There is a lot more to the power of a word than its dictionary meaning. We may need to let go of words and verbal concepts at times, for example in meditation, but other than that, words are where we live, and our language/s shape our concepts, feelings, our view of the world. Many words do so from a long way back.
Take 'belief," for example. It's not an easy word sometimes. Do you believe in Jehova/Allah/God? That Jesus was God's son? Do you agree with, sympathise with, accept a set of beliefs? Differing beliefs about The Big Stuff (God and all) can run a rift through a family.
There are two groups of words, as is common in modern English, around the concept of belief. There are those from the Latin "credo," I believe, eg incredible, credulous.
Let's leave those to one side for now; more of the time, we use words such as belief, believe. They come from an Old English root "leof," related to "lufu," love.
"Leof" is used in the first English poem "Beowulf" to mean pleasant, dear, beloved."Lief" came to mean willing, something we liked or loved to do.
In
Chaucer's Pardoner's Tale, the Old Man who wants his life to end bangs
his staff on the ground and says "Leever Mooder, leet me in!" "Dear
Mother, let me in!" He's ready for his grave.
So in its very make-up, drawn up from its roots, "belief" involved something dear to us, something we love, something or someone much valued.
Not merely something our intellects allow us to agree with.
And yet we argue over beliefs, we analyse people's beliefs, we bring the bright and narrow beam of reason to shine on them. Someone said to me the other day that belief isn't a matter of rational analysis, it's a matter of what you commit to - because it is lief to you. It suits you, it's dear to you, you like to do it.
Here's the paradox in this approach, though: it opens the door to, - well, a load of bollocks, you might say, seen from the middle-of-the-road, sensible world view most of us like to think we have.
A recent Doonesbury cartoon neatly skewers the wildly improbable narcissism sometimes to be found in this age of believe-what-you-like.

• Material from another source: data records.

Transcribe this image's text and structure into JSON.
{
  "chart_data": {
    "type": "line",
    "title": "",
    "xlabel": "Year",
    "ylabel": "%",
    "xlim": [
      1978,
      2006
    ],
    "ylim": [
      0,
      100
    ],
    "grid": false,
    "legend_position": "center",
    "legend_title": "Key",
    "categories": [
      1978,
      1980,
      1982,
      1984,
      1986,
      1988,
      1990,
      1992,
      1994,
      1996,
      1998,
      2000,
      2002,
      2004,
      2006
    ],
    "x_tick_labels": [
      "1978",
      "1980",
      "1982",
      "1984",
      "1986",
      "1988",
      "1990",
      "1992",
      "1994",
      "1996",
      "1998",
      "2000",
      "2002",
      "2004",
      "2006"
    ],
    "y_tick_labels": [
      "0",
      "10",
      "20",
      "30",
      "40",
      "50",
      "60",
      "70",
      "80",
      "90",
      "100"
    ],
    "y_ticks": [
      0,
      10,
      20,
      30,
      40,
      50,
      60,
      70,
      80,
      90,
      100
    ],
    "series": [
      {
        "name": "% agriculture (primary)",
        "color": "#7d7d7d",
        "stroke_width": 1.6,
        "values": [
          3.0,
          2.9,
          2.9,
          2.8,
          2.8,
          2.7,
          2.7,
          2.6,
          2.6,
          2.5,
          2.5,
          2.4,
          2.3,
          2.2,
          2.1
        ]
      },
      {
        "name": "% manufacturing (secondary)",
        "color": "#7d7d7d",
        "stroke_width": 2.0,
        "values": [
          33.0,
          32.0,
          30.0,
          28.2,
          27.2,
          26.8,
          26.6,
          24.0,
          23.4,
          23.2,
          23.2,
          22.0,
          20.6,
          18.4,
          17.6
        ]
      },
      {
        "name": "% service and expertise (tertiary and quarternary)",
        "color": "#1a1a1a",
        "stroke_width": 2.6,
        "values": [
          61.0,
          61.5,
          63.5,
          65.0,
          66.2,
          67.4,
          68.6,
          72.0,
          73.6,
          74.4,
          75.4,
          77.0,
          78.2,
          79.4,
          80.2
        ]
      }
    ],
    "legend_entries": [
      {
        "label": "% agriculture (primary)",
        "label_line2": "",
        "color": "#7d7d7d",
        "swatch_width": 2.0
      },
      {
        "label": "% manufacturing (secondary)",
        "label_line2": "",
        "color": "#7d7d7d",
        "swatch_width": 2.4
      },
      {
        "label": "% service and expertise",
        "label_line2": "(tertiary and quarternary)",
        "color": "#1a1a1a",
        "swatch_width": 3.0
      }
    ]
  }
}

A young woman is telling her partner that in previous lives she has been a middle-kingdom midwife, a Babylonian astronomer, a holy Roman empress, a leper in fin-de-siècle Marrakesh. She's finally realised that what these past lives had in common, what "connected them to the divine spark of my higher self," was that each of them always tried to look her best. Her partner's reply? "That's one plucky leper."

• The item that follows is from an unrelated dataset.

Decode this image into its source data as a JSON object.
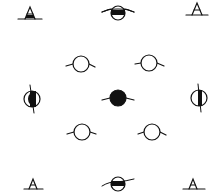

It's often not too difficult to puncture for ourselves (though not for the devout) the beliefs of others by using reasoned argument or just a laconic putdown. But does it matter what other people believe, if they would as lief have it so? If the belief is useful to them and harmless to the rest of us?
It seems to me that it's what people do with and because of their beliefs that matters. Someone said ages ago, "Your freedom of thought and action stops an inch from the end of my nose." Or should do so, whatever you believe.
Anyone close to the young lady who "knew" she had once been a Babylonian astronomer and a fashion-conscious Morrocan leper might worry about her well-being - I doubt many of us would want to spend too long with someone who talked such tosh - but it would probably be harmless for the rest of us.
Some beliefs may be seen as more of a risk to unbelievers than others, of course, and more likely to topple over into destructive action, especially when religious belief becomes intertwined with politics, territorial struggles and visions of power.